When tariffs are announced, headlines tend to follow the drama: winners, losers, political posturing. The reality for those tasked with analysis is less theatrical and more intricate. In the food processing sector—ISIC code 10, “Manufacture of food products”—the effects of new tariffs are anything but uniform, and quantifying them calls for methodical work rather than big declarations.

 

It starts, as so often, with definitions. ISIC 10 covers a landscape of activity: meat, fish, fruit, vegetables, oils, dairy, bakery, animal feed—the list is long. Each segment relies on a basket of raw inputs, many of which are imported. Some, like wheat or soy, might account for the majority of total costs in a subsector. Others, like packaging or food additives, matter more at the margins but can still tip the balance when prices move. When a government imposes tariffs on one or more of these inputs, the first task is to trace exactly which parts of ISIC 10 are exposed, and to what degree.

 

Suppose, for example, a country introduces a 15% tariff on imported wheat. For bread manufacturers, this is immediately consequential. For meat processors, less so, unless feed costs are affected downstream. The goal, then, is to build a model that captures these ripple effects step by step—clear enough for policymakers, detailed enough for industry specialists.

 

A partial equilibrium framework works best. Start by assembling baseline data: output, prices, and employment in ISIC 10, ideally broken down by major subcategories. Input-output tables are indispensable here. They reveal, for instance, what share of bakery costs come from imported wheat, how much of the dairy sector’s cost base is exposed to global sugar prices, or how sensitive animal feed producers are to soybean imports.

 

Once the tariff is mapped, calculate the direct cost increase for each subsector. This requires multiplying the tariff-induced price hike by the relevant input share. If wheat comprises 30% of a bakery’s input costs, a 15% wheat tariff pushes up overall costs by 4.5%. Not all costs are passed on to consumers, of course—some are absorbed as slimmer margins, some are mitigated through input substitution or efficiency gains. The next step is to estimate the likely split, drawing on elasticity estimates or firm-level financial data where available.

 

What happens to output? Here, price elasticity of demand is critical. If consumers are sensitive to bread prices, higher costs will reduce demand, with knock-on effects for output and employment. If demand is relatively inelastic, volume losses may be small but margins squeezed harder. Elasticities vary by product and country—sometimes by orders of magnitude. There is no substitute for country- and product-specific data, though in their absence, sensitivity analysis using a range of plausible values is better than false precision.

 

Employment effects follow naturally. Lower output means less labor required—although, again, not always in a one-to-one ratio. Some processes are automated, others labor-intensive. Examining firm-level employment and productivity data within ISIC 10 helps refine these estimates. It’s also worth considering lag effects: firms may hold onto workers longer than output justifies, hoping for policy reversals or market recovery.

 

There’s a temptation, especially under political pressure, to reach for a single headline number: “X jobs lost,” “Y percent decline in output.” The reality is more nuanced. Some subsectors may barely notice the tariff; others may restructure or even thrive if domestic input suppliers benefit from less foreign competition. Substitution is a live possibility—manufacturers might switch from imported to local wheat, or from one type of oil to another, blunting the intended effect of the tariff (or amplifying unintended consequences elsewhere).

 

Care must be taken with data quality. Not all countries maintain detailed, up-to-date input-output tables or granular ISIC-level employment records. In their absence, analysts may need to piece together estimates from firm surveys, industry associations, or customs data. Each source brings its own caveats—self-reporting bias, time lags, definitional inconsistencies—but triangulation is almost always preferable to relying on a single number.

 

Finally, it is worth acknowledging what a partial equilibrium model cannot do. It does not capture secondary effects in related sectors (upstream and downstream), changes in household consumption patterns outside food processing, or broader macroeconomic impacts. For some questions, especially those concerning long-term or economy-wide adjustment, a general equilibrium approach is needed. But for targeted, timely analysis of policy shocks in a well-defined sector, partial equilibrium rooted in ISIC codes is often the best tool available.

 

In the end, the purpose is not just to predict, but to inform better decision-making. By grounding the analysis in ISIC 10, economists can provide clarity amid the noise—offering policymakers a map of who stands to gain, who stands to lose, and what might shift if policies change again tomorrow. The value lies not in perfect foresight, but in disciplined, transparent reasoning—something always in short supply, especially when the subject is as politically charged as food.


Look for the word "each". Copy every line of the listing where it occurs.
───
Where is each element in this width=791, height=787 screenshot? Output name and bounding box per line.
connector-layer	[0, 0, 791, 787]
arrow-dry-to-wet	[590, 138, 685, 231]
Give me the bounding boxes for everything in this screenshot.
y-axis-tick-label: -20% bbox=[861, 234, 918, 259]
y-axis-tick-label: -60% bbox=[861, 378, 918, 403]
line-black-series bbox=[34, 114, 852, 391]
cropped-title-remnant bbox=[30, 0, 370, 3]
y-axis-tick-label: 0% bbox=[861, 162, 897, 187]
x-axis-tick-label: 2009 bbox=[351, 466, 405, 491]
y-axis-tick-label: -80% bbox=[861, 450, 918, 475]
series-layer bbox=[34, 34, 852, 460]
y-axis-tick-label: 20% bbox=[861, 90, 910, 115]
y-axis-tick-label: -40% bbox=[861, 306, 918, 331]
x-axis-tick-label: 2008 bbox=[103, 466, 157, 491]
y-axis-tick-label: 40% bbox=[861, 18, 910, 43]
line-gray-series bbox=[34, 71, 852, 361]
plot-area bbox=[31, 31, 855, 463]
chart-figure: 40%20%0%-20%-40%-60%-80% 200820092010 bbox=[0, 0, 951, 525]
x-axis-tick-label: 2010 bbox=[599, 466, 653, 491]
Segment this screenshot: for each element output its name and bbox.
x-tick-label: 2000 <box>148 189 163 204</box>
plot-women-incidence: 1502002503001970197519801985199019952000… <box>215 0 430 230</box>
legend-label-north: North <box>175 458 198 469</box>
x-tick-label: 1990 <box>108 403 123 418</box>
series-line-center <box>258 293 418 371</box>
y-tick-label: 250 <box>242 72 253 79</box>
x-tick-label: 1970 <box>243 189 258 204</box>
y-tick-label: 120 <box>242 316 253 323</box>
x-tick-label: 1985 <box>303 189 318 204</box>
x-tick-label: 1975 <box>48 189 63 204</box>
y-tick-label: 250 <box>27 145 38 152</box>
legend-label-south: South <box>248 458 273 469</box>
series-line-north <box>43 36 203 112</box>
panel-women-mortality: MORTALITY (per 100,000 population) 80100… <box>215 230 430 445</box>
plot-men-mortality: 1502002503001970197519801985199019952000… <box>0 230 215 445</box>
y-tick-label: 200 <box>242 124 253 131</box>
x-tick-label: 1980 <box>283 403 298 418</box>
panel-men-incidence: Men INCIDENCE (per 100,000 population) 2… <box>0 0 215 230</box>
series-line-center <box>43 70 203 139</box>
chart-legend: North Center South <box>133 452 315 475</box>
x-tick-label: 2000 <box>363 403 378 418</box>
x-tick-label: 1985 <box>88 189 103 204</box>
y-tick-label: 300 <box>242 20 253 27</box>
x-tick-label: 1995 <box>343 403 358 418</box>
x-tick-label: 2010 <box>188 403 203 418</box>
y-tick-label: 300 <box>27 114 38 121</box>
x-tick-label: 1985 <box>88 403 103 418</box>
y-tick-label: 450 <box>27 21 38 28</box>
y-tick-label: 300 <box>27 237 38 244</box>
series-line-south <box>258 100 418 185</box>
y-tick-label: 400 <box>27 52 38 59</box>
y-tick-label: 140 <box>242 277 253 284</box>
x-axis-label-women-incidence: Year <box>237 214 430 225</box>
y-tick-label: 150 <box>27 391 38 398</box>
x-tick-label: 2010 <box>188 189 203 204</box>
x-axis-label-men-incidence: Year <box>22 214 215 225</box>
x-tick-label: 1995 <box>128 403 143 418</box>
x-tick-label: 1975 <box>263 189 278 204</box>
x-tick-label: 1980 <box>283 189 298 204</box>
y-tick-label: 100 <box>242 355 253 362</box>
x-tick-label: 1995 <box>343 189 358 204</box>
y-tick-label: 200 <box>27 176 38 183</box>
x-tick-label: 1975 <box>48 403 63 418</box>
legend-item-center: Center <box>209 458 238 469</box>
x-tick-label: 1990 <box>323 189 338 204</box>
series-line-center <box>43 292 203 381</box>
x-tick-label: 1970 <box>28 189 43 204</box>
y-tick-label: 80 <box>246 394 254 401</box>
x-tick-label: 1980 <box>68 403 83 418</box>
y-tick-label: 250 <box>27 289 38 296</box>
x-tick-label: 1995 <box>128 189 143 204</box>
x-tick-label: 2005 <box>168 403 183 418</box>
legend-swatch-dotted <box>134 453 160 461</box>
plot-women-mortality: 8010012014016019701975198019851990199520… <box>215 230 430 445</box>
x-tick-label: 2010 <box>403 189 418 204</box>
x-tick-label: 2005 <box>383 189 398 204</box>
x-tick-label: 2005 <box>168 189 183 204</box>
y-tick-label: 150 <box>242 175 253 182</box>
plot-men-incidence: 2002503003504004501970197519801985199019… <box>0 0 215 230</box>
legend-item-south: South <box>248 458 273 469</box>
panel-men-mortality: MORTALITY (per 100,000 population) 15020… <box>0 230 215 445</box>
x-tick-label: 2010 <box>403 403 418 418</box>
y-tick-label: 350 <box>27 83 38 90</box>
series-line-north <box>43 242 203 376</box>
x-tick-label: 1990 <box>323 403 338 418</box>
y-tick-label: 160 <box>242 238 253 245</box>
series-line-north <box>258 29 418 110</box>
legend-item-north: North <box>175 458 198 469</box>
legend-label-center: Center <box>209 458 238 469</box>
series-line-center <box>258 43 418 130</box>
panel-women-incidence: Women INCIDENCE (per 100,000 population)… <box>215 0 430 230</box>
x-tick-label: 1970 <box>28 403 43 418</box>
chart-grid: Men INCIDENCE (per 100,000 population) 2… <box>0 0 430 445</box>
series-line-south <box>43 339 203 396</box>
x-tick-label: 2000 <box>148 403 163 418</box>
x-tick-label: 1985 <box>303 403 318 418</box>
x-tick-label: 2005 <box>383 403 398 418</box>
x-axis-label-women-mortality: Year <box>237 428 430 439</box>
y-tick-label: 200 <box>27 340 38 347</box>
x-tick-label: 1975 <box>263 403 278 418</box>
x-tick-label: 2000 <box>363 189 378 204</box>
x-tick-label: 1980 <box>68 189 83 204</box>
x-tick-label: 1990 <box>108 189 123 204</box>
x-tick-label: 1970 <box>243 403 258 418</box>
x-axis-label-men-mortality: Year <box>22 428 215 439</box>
───
## Answer to this problem
Where is each element in this width=791, height=787 screenshot? Output name and bounding box per line.
Segment this screenshot: for each element output its name and bbox.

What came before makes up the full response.